This conversation eventually leads to Stuart betting £4,000 that it is impossible for a man to go around the world in eighty days. Fogg impulsively counters with a £20,000 wager that he himself can complete this challenge, which Stuart and the other men agree to. Fogg leaves immediately to pack and make the 8:45 P.M. train, taking a bemused Passepartout along with him. Fogg’s itinerary has him traveling from London to Paris, Suez, Calcutta, Hong Kong, Yokohama, San Francisco, New York, and back to London. He must meet his friends back at the Reform Club precisely eighty days later on December 21st at 8:45 P.M. in order to win the wager.
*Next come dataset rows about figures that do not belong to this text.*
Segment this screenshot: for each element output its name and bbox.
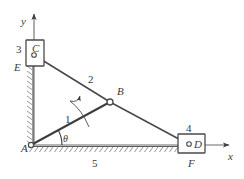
label-link-1-number: 1 — [65, 113, 71, 125]
angle-theta-arc — [58, 130, 62, 145]
label-guide-f: F — [187, 157, 195, 169]
x-axis-label: x — [227, 150, 233, 162]
label-link-2-number: 2 — [88, 73, 94, 85]
mechanism-diagram: y x — [0, 0, 244, 179]
angle-theta-label: θ — [63, 133, 68, 144]
label-point-c: C — [32, 42, 40, 54]
joint-a-pin — [28, 142, 33, 147]
label-link-5-number: 5 — [92, 157, 98, 169]
link-1-crank-bar — [31, 102, 110, 145]
label-guide-e: E — [13, 61, 21, 73]
ground-hatching-vertical — [27, 66, 33, 145]
joint-b-pin — [107, 99, 113, 105]
link-2-bar — [34, 55, 110, 102]
ground-hatching-horizontal — [30, 147, 179, 152]
label-point-a: A — [20, 142, 28, 154]
label-point-d: D — [193, 138, 202, 150]
label-point-b: B — [117, 85, 124, 97]
ground-frame-vertical — [27, 66, 33, 145]
joint-d-pin — [187, 142, 192, 147]
mechanism-svg: y x — [0, 0, 244, 179]
crank-rotation-arrow-head — [70, 96, 80, 101]
label-link-3-number: 3 — [16, 43, 22, 55]
label-link-4-number: 4 — [186, 122, 192, 134]
ground-frame-horizontal — [30, 147, 181, 153]
y-axis-label: y — [20, 15, 26, 27]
Detective Fix , an inspector from the Scotland Yard, trails Fogg and Passepartout to Suez. Due to Fogg’s sizable fortune, strange habits, and hasty departure from England, Fix believes that he is the very bank robber that Fogg and his acquaintances were discussing at the Reform Club. He must wait for a warrant to arrive in order to legally arrest Fogg in British territory (England, India, Hong Kong, or Yokohama) and becomes acquainted with Passepartout in an effort to gain information about Fogg. Neither Fogg nor Passepartout are aware of his suspicions, instead remaining focused solely on the wager.
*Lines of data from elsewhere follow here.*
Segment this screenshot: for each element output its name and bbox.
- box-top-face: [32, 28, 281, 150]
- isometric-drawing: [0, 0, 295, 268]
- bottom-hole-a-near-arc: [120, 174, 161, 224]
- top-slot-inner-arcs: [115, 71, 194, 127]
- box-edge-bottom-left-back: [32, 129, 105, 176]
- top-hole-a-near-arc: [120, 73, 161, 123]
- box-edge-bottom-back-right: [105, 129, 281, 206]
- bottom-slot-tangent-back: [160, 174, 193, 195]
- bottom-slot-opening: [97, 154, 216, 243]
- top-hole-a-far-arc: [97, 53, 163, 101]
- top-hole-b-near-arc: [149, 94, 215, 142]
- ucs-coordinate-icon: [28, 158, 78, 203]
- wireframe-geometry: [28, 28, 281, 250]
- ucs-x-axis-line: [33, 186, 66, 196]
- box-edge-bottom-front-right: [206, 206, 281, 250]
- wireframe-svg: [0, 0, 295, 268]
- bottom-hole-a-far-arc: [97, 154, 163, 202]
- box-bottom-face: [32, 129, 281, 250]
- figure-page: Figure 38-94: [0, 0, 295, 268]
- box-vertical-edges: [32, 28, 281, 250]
Throughout their journey, Fogg is calm and logical at all times, but meticulously tracks the time they lose and gain due to unforeseen obstacles. Passepartout falls into a similar obsession with time, cursing every delay they face and refusing to change his watch away from London time. One such obstacle occurs when they reach India—Fogg, Passepartout, and their newfound acquaintance Sir Francis Cromarty are forced to traverse the undeveloped jungle because their train is halted by an unfinished track. They resort to riding on an elephant led by a helpful guide and stop to save a young Indian woman named Aouda from a sacrificial religious ceremony along the way, a gesture that Fogg and his companions agree is well worth the delay.

In Hong Kong, Fix reunites with Fogg, Passepartout, and Aouda. He decides to get Passepartout intoxicated on alcohol and opium in order to make them miss the steamer to Yokohama (the last British territory they will visit before moving onto the United States) and to bide more time for the arrest warrant to arrive. Though they are temporarily separated and delayed, Fogg is able to pay a pilot-boat captain named John Bunsby to get him to his destination, and Passepartout manages to navigate Yokohama on his own. They are reunited by chance at an acrobatic show in Yokohama, and Fix does not receive his warrant in time to arrest Fogg.
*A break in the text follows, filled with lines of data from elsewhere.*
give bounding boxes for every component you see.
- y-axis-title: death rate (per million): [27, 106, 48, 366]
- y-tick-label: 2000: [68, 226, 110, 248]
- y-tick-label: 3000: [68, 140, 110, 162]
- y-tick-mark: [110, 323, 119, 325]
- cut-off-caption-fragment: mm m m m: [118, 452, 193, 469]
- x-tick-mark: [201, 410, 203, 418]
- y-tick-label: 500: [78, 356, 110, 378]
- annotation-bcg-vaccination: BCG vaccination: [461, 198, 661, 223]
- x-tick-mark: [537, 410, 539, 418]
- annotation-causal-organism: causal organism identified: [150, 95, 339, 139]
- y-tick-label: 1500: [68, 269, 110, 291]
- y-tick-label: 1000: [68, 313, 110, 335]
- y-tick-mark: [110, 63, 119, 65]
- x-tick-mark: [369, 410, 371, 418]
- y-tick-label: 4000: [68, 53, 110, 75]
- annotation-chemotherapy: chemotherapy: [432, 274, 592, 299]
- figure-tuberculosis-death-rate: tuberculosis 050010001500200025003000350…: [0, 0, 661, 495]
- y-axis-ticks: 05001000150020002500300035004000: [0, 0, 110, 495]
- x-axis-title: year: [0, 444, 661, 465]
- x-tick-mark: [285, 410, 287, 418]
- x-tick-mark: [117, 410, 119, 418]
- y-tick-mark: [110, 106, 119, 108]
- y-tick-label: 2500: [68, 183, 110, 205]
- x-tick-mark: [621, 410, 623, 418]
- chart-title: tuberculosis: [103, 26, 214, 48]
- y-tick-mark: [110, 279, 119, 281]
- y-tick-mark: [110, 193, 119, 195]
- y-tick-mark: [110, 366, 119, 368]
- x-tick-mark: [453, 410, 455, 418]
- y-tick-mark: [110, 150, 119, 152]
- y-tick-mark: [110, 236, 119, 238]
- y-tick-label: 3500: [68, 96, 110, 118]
From there, Fogg, Passepartout, Aouda, and Fix all travel to the United States, where they cross the country from San Francisco to New York by train. By this time, Fix has begun to warm up to Fogg’s generosity and endearingly stoic nature, though he is still motivated by a sense of duty to arrest him once they reach England. Passepartout and Aouda, too, have developed love and reverence for Fogg, and vow to stay loyal to him not matter what. The group faces myriad challenges and delays throughout the long journey—most notably, their train is attacked by a band of Sioux in Nebraska and Passepartout is taken captive. Luckily, Fogg (with the help of soldiers from Fort Kearny) is able to save his loyal servant.

In order to catch the train from Omaha to Chicago, Fogg, Passepartout, Aouda, and Fix must resort to riding on a sail-rigged sledge driven through the bitterly cold winter snow by an American named Mudge . They make the train on time and continue from Chicago onto New York, but realize that they missed the steamer to Liverpool, England once they arrive. On the Hudson River, Fogg pays Captain Andrew Speedy to bring him and his companions along on his trading vessel to Bordeaux. Once he is on board, Fogg bribes the crew to take Speedy hostage and commandeers the boat to sail to Liverpool. They nearly run out of coal, so he buys the boat from Speedy and burns it for fuel. They make it as far as Ireland and take a train to Liverpool, where Fix finally places Fogg under arrest.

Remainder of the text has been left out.